James, however, was speedily renewed in the whole spirit and temper of his mind; and when, at last, Jesus had ascended, we see him, with his brethren, meeting together with the apostles and with Mary, the mother of our Lord, and with certain women, in that upper chamber, to pray for the descent of the Holy Spirit.

It was very natural that this James who was closely related to Christ, after he was converted to the faith of Jesus, should have been pitched upon as the very first for the presidency of the local church. In spite of his previous unbelief, he held a high place in the minds of the disciples for the rectitude of his life, the austere and thoroughgoing righteousness of his conduct. He was surnamed "The Just," because of his »

severe and unbending integr1ty. Tradition says of him that he never partook either of wine or of flesh, and that his knees were hard and horny, like the knees of a camel, because he had spent so much time prostrate upon them in prayer.
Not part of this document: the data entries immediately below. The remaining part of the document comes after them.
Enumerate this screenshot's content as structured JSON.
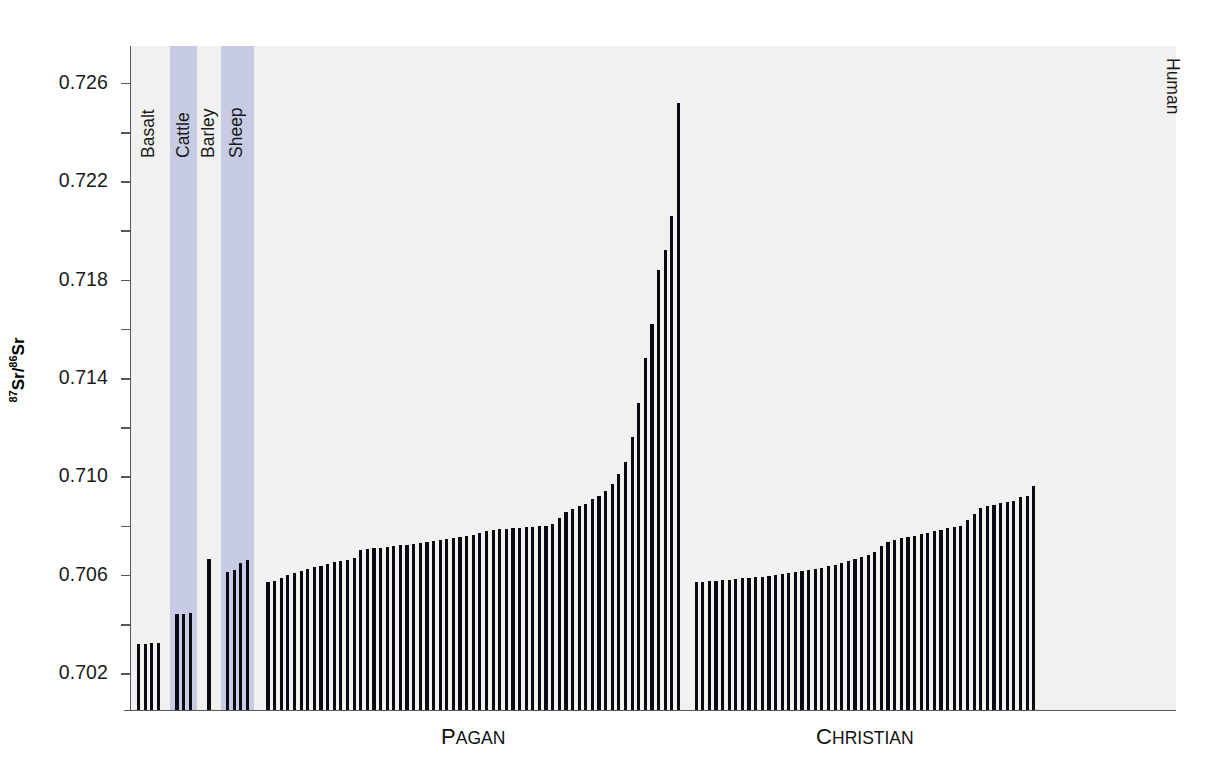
{
  "chart_data": {
    "type": "bar",
    "title": "",
    "xlabel": "",
    "ylabel": "87Sr/86Sr",
    "ylabel_html": "<sup>87</sup>Sr/<sup>86</sup>Sr",
    "ylim": [
      0.7005,
      0.7275
    ],
    "yticks": [
      0.702,
      0.706,
      0.71,
      0.714,
      0.718,
      0.722,
      0.726
    ],
    "ytick_labels": [
      "0.702",
      "0.706",
      "0.710",
      "0.714",
      "0.718",
      "0.722",
      "0.726"
    ],
    "yminor_ticks": [
      0.704,
      0.708,
      0.712,
      0.716,
      0.72,
      0.724
    ],
    "grid": "horizontal-bands",
    "legend": "none",
    "band_color": "#f1f1ef",
    "bar_color": "#0a0a12",
    "highlight_color": "#bfc4e0",
    "axis_color": "#58585a",
    "annotations": [
      {
        "name": "Basalt",
        "rotation": -90
      },
      {
        "name": "Cattle",
        "rotation": -90
      },
      {
        "name": "Barley",
        "rotation": -90
      },
      {
        "name": "Sheep",
        "rotation": -90
      },
      {
        "name": "Human",
        "rotation": 90
      }
    ],
    "group_labels": [
      {
        "label": "Pagan",
        "label_display": "PAGAN"
      },
      {
        "label": "Christian",
        "label_display": "CHRISTIAN"
      }
    ],
    "groups": [
      {
        "name": "Basalt",
        "highlighted": false,
        "values": [
          0.7032,
          0.7032,
          0.70322,
          0.70323
        ]
      },
      {
        "name": "Cattle",
        "highlighted": true,
        "values": [
          0.7044,
          0.70441,
          0.70446
        ]
      },
      {
        "name": "Barley",
        "highlighted": false,
        "values": [
          0.70664
        ]
      },
      {
        "name": "Sheep",
        "highlighted": true,
        "values": [
          0.70612,
          0.7062,
          0.70648,
          0.7066
        ]
      },
      {
        "name": "Pagan",
        "highlighted": false,
        "values": [
          0.70572,
          0.70574,
          0.70588,
          0.706,
          0.70608,
          0.70616,
          0.70622,
          0.7063,
          0.70636,
          0.70644,
          0.7065,
          0.70656,
          0.70662,
          0.70668,
          0.707,
          0.70704,
          0.70708,
          0.7071,
          0.70714,
          0.70716,
          0.7072,
          0.70722,
          0.70726,
          0.7073,
          0.70734,
          0.70736,
          0.7074,
          0.70744,
          0.70748,
          0.70752,
          0.70756,
          0.7076,
          0.70768,
          0.70776,
          0.70782,
          0.70786,
          0.70788,
          0.7079,
          0.70792,
          0.70794,
          0.70796,
          0.70797,
          0.708,
          0.70808,
          0.7083,
          0.70856,
          0.70868,
          0.70878,
          0.70888,
          0.7091,
          0.7092,
          0.7094,
          0.7097,
          0.7101,
          0.7106,
          0.7116,
          0.713,
          0.7148,
          0.7162,
          0.7184,
          0.7192,
          0.7206,
          0.7252
        ]
      },
      {
        "name": "Christian",
        "highlighted": false,
        "values": [
          0.7057,
          0.70572,
          0.70574,
          0.70576,
          0.70578,
          0.7058,
          0.70584,
          0.70586,
          0.70588,
          0.7059,
          0.70592,
          0.70594,
          0.70598,
          0.70602,
          0.70606,
          0.7061,
          0.70614,
          0.70618,
          0.70622,
          0.70628,
          0.70634,
          0.7064,
          0.70648,
          0.70656,
          0.70666,
          0.70672,
          0.7068,
          0.70694,
          0.70716,
          0.70732,
          0.70742,
          0.70748,
          0.70752,
          0.70758,
          0.70764,
          0.7077,
          0.70778,
          0.70784,
          0.7079,
          0.70796,
          0.708,
          0.70824,
          0.70846,
          0.7087,
          0.7088,
          0.70884,
          0.7089,
          0.70896,
          0.709,
          0.70918,
          0.7092,
          0.7096
        ]
      }
    ]
  }
}
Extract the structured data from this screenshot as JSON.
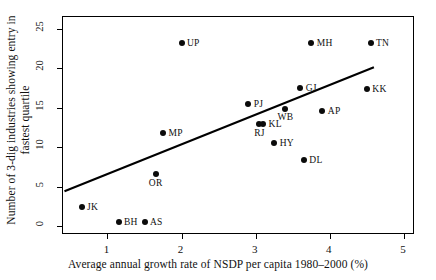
{
  "chart_data": {
    "type": "scatter",
    "title": "",
    "xlabel": "Average annual growth rate of NSDP per capita 1980–2000 (%)",
    "ylabel": "Number of 3-dig industries showing entry in fastest quartile",
    "ylabel_line1": "Number of 3-dig industries showing entry in",
    "ylabel_line2": "fastest quartile",
    "xlim": [
      0.4,
      5.15
    ],
    "ylim": [
      -1.1,
      26.5
    ],
    "xticks": [
      1,
      2,
      3,
      4,
      5
    ],
    "yticks": [
      0,
      5,
      10,
      15,
      20,
      25
    ],
    "xtick_labels": [
      "1",
      "2",
      "3",
      "4",
      "5"
    ],
    "ytick_labels": [
      "0",
      "5",
      "10",
      "15",
      "20",
      "25"
    ],
    "grid": false,
    "legend": "none",
    "marker_color": "#0b0b0b",
    "line_color": "#000000",
    "points": [
      {
        "label": "JK",
        "x": 0.65,
        "y": 2.5,
        "label_pos": "right"
      },
      {
        "label": "BH",
        "x": 1.15,
        "y": 0.6,
        "label_pos": "right"
      },
      {
        "label": "AS",
        "x": 1.5,
        "y": 0.6,
        "label_pos": "right"
      },
      {
        "label": "OR",
        "x": 1.65,
        "y": 6.6,
        "label_pos": "below"
      },
      {
        "label": "MP",
        "x": 1.75,
        "y": 11.8,
        "label_pos": "right"
      },
      {
        "label": "UP",
        "x": 2.0,
        "y": 23.2,
        "label_pos": "right"
      },
      {
        "label": "PJ",
        "x": 2.9,
        "y": 15.5,
        "label_pos": "right"
      },
      {
        "label": "RJ",
        "x": 3.05,
        "y": 12.9,
        "label_pos": "below"
      },
      {
        "label": "KL",
        "x": 3.1,
        "y": 13.0,
        "label_pos": "right"
      },
      {
        "label": "HY",
        "x": 3.25,
        "y": 10.6,
        "label_pos": "right"
      },
      {
        "label": "WB",
        "x": 3.4,
        "y": 14.9,
        "label_pos": "below"
      },
      {
        "label": "GJ",
        "x": 3.6,
        "y": 17.5,
        "label_pos": "right"
      },
      {
        "label": "DL",
        "x": 3.65,
        "y": 8.4,
        "label_pos": "right"
      },
      {
        "label": "MH",
        "x": 3.75,
        "y": 23.2,
        "label_pos": "right"
      },
      {
        "label": "AP",
        "x": 3.9,
        "y": 14.6,
        "label_pos": "right"
      },
      {
        "label": "KK",
        "x": 4.5,
        "y": 17.4,
        "label_pos": "right"
      },
      {
        "label": "TN",
        "x": 4.55,
        "y": 23.2,
        "label_pos": "right"
      }
    ],
    "fit_line": {
      "type": "linear-fit",
      "x_start": 0.42,
      "y_start": 4.3,
      "x_end": 4.62,
      "y_end": 20.1
    }
  }
}
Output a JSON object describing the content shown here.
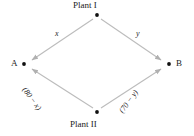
{
  "diagram": {
    "type": "transportation-network",
    "nodes": [
      {
        "id": "plant-1",
        "label": "Plant I",
        "x": 97,
        "y": 15
      },
      {
        "id": "dest-a",
        "label": "A",
        "x": 24,
        "y": 64
      },
      {
        "id": "dest-b",
        "label": "B",
        "x": 169,
        "y": 64
      },
      {
        "id": "plant-2",
        "label": "Plant II",
        "x": 97,
        "y": 112
      }
    ],
    "edges": [
      {
        "id": "edge-plant1-a",
        "from": "plant-1",
        "to": "dest-a",
        "label": "x"
      },
      {
        "id": "edge-plant1-b",
        "from": "plant-1",
        "to": "dest-b",
        "label": "y"
      },
      {
        "id": "edge-plant2-a",
        "from": "plant-2",
        "to": "dest-a",
        "label": "(80 − x)"
      },
      {
        "id": "edge-plant2-b",
        "from": "plant-2",
        "to": "dest-b",
        "label": "(70 − y)"
      }
    ],
    "colors": {
      "line": "#b8b8b8",
      "arrow": "#b0b0b0",
      "node_dot": "#111111",
      "text": "#1a1a1a"
    }
  }
}
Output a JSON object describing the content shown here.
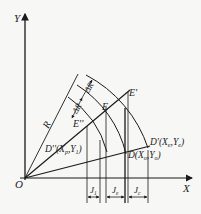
{
  "diagram": {
    "type": "geometric-construction",
    "axes": {
      "x_label": "X",
      "y_label": "Y",
      "origin_label": "O"
    },
    "radius_label": "R",
    "increment_labels": [
      "ΔR",
      "ΔR"
    ],
    "points": {
      "E_double_prime": "E''",
      "E": "E",
      "E_prime": "E'",
      "D_double_prime": "D''(X",
      "D_double_prime_sub1": "p",
      "D_double_prime_mid": ",Y",
      "D_double_prime_sub2": "1",
      "D_double_prime_end": ")",
      "D_prime": "D'(X",
      "D_prime_sub1": "e",
      "D_prime_mid": ",Y",
      "D_prime_sub2": "e",
      "D_prime_end": ")",
      "D": "D(X",
      "D_sub1": "o",
      "D_mid": ",Y",
      "D_sub2": "o",
      "D_end": ")"
    },
    "dimensions": {
      "J1": {
        "main": "J",
        "sub": "1"
      },
      "J2": {
        "main": "J",
        "sub": "e"
      },
      "J3": {
        "main": "J",
        "sub": "c"
      }
    },
    "colors": {
      "line": "#1a1a1a",
      "background": "#f7f7f5"
    }
  }
}
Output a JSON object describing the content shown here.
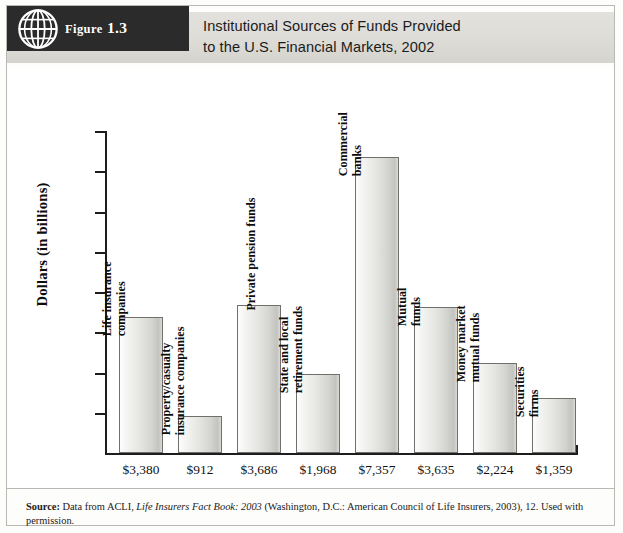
{
  "figure": {
    "badge_prefix": "Figure",
    "badge_number": "1.3",
    "icon": "globe-icon",
    "title_line1": "Institutional Sources of Funds Provided",
    "title_line2": "to the U.S. Financial Markets, 2002"
  },
  "source": {
    "label": "Source:",
    "text_before_italic": " Data from ACLI, ",
    "italic": "Life Insurers Fact Book: 2003",
    "text_after_italic": " (Washington, D.C.: American Council of Life Insurers, 2003), 12. Used with permission."
  },
  "colors": {
    "badge_background": "#2b2b2b",
    "title_band": "#dddcd7",
    "bar_fill_light": "#fdfdfd",
    "bar_fill_dark": "#c3c3bf",
    "bar_border": "#6f6f6c",
    "axis": "#1d1d1d",
    "frame": "#b9b9b4",
    "text": "#111111"
  },
  "chart_data": {
    "type": "bar",
    "title": "Institutional Sources of Funds Provided to the U.S. Financial Markets, 2002",
    "xlabel": "",
    "ylabel": "Dollars (in billions)",
    "ylim": [
      0,
      8000
    ],
    "ytick_step": 1000,
    "grid": false,
    "legend": "none",
    "ytick_labels": [
      "0",
      "1,000",
      "2,000",
      "3,000",
      "4,000",
      "5,000",
      "6,000",
      "7,000",
      "8,000"
    ],
    "categories": [
      "Life insurance companies",
      "Property/casualty insurance companies",
      "Private pension funds",
      "State and local retirement funds",
      "Commercial banks",
      "Mutual funds",
      "Money market mutual funds",
      "Securities firms"
    ],
    "category_lines": [
      [
        "Life insurance",
        "companies"
      ],
      [
        "Property/casualty",
        "insurance companies"
      ],
      [
        "Private pension funds"
      ],
      [
        "State and local",
        "retirement funds"
      ],
      [
        "Commercial",
        "banks"
      ],
      [
        "Mutual",
        "funds"
      ],
      [
        "Money market",
        "mutual funds"
      ],
      [
        "Securities",
        "firms"
      ]
    ],
    "values": [
      3380,
      912,
      3686,
      1968,
      7357,
      3635,
      2224,
      1359
    ],
    "value_labels": [
      "$3,380",
      "$912",
      "$3,686",
      "$1,968",
      "$7,357",
      "$3,635",
      "$2,224",
      "$1,359"
    ]
  }
}
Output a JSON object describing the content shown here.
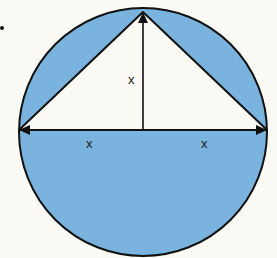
{
  "diagram": {
    "labels": {
      "height": "x",
      "left_half": "x",
      "right_half": "x"
    },
    "colors": {
      "fill": "#7ab3dd",
      "inner": "#fbfaf4",
      "stroke": "#111111"
    }
  }
}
So we find James becoming the head of the church of the circumcision; find him a Jew, preaching the gospel to the Jews; find him a pillar of the church; and, at the time of the council at Jerusalem, when the church at Antioch sent to ask the advice of the Jerusalem church with regard to that difficult matter of the treatment of Gentile converts, we find him presiding over the meeting of the council and, when all has been said upon one side and upon the other side, standing forth to give his verdict. And, just so soon as he has uttered his verdict that the Gentiles shall be regarded as fellow heirs, the whole church at once assents to his decision, and accepts this decision as its own. To the very end of his life, which apparently took place in the year 62, James maintained this unbroken consistency. It was the consistency of a perfect character, of a spotless integrity, of a holy life. There was great fitness in putting James in just the position that he held, and an equal fitness in his addressing just the persons who are addressed in this Epistle.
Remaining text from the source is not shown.